Modulations of facial emotionality on facial processing and attentional
biases in individuals with low or high social anxiety: an event-related
potential study
Abstract
Previous studies have demonstrated the influences of facial emotionality
on attentional and perceptual processing when socially anxious
individuals perceive threatening information from facial expressions.
However, it remains unclear whether and how positive expressions may
also affect the attention and perception of socially anxious
individuals. This event-related potential (ERP) study addresses this
issue and examines the temporal dynamics of electrophysiological
responses to negative and positive faces in individuals with high (HSA;
n = 56) or low (LSA; n = 47) social anxiety in a dot-probe task.
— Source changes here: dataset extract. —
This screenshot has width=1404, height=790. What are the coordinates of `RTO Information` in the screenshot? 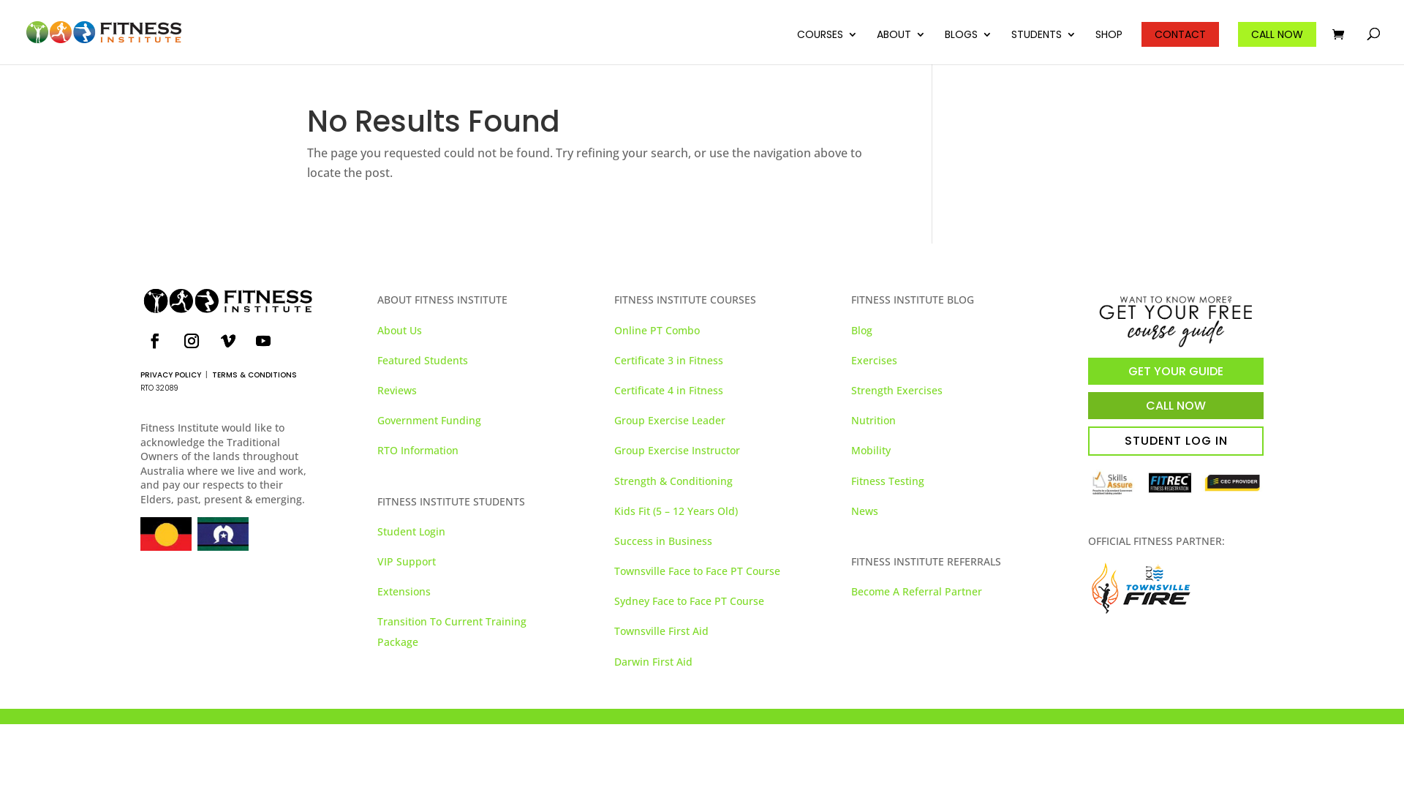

Four
face pairs (neutral-neutral, angry-neutral, happy-neutral, and
angry-happy) were presented to probe the influences of positive and
negative emotionality. The behavioural results showed a greater negative
bias in reaction times for the LSA group than the HSA group when
angry-happy face pairs were presented. Our ERP results showed an
enhanced N170 effect for the LSA group in comparison to the HSA group
when emotional faces were presented in angry-neutral, happy-neutral, and
angry-happy face pairs. Moreover, greater N2pc effects on emotional
faces were found in the HSA group when angry-neutral and happy-neutral
face pairs were presented. However, this was not true for the LSA group.
No N2pc effect was found when both positive and negative faces were
presented simultaneously. We did not find any significant P1 effect.
Together, our results showed that facial emotionality influenced facial
processing and attention bias in relation to social anxiety. Socially
anxious individuals perceived less emotional facial information and had
attention biases towards both negative and positive faces.